Connection to LMS and adaptive filtering
The Wiener-Hopf equation requires \(\mathbf{R}\) and \(\mathbf{p}\) in closed form. In most real systems (equalizers, echo cancellers, noise reduction) you do not have these. The channel changes. The statistics drift. Estimating \(\mathbf{R}\) from finite data and inverting it is both noisy and expensive.
LMS sidesteps the problem by replacing the expected gradient \(-2\mathbf{p} + 2\mathbf{R}\mathbf{w}\) with the instantaneous gradient \(-2\,e(n)\,\mathbf{x}(n)\), then taking a small step at each sample:
\[ \mathbf{w}(n+1) = \mathbf{w}(n) + \mu\,e(n)\,\mathbf{x}(n) \]This is stochastic gradient descent on \(\xi\). The noise in the gradient estimate is the cost of not needing \(\mathbf{R}\) and \(\mathbf{p}\). The step size \(\mu\) controls the trade-off between convergence speed and steady-state misadjustment, and its stability bounds depend on the eigenvalue spread of the same \(\mathbf{R}\) that the Wiener-Hopf equation inverts directly [2, Ch. 5][3].

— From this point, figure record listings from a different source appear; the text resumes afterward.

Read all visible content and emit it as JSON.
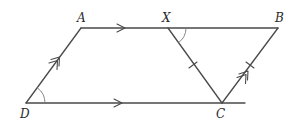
{
  "diagram": {
    "type": "geometry",
    "stroke_color": "#4a4a4a",
    "points": {
      "A": {
        "label": "A",
        "x": 81,
        "y": 28
      },
      "X": {
        "label": "X",
        "x": 168,
        "y": 28
      },
      "B": {
        "label": "B",
        "x": 278,
        "y": 28
      },
      "C": {
        "label": "C",
        "x": 222,
        "y": 103
      },
      "D": {
        "label": "D",
        "x": 26,
        "y": 103
      }
    },
    "segments": [
      {
        "from": "A",
        "to": "B",
        "note": "top line, single arrow (parallel to DC)"
      },
      {
        "from": "D",
        "to": "C",
        "note": "bottom line, single arrow, extends past C"
      },
      {
        "from": "D",
        "to": "A",
        "note": "double arrow (parallel to CB)"
      },
      {
        "from": "C",
        "to": "B",
        "note": "double arrow, single tick (equal to XC)"
      },
      {
        "from": "X",
        "to": "C",
        "note": "single tick (equal to CB)"
      }
    ],
    "angle_marks": [
      {
        "vertex": "D",
        "between": [
          "A",
          "C"
        ]
      },
      {
        "vertex": "X",
        "between": [
          "B",
          "C"
        ]
      }
    ]
  }
}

The Wiener filter defines the destination. LMS is one way to get there without knowing the terrain. The MMSE is the floor that LMS approaches but does not reach: for any \(\mu > 0\), the steady-state excess MSE is strictly positive. That gap is the price of real-time adaptation.
Lab
The full derivation is implemented in MATLAB, Python, C, and C++ in the companion repository: MMSE-Wiener-Filter-Lab.
References
- N. Wiener, Extrapolation, Interpolation, and Smoothing of Stationary Time Series, MIT Press, 1949.
- S. Haykin, Adaptive Filter Theory, 5th ed., Pearson, 2014.
- B. Widrow and S. D. Stearns, Adaptive Signal Processing, Prentice Hall, 1985.
- A. V. Oppenheim and R. W. Schafer, Discrete-Time Signal Processing, 3rd ed., Pearson, 2010.
- S. M. Kay, Fundamentals of Statistical Signal Processing, Vol. I: Estimation Theory, Prentice Hall, 1993.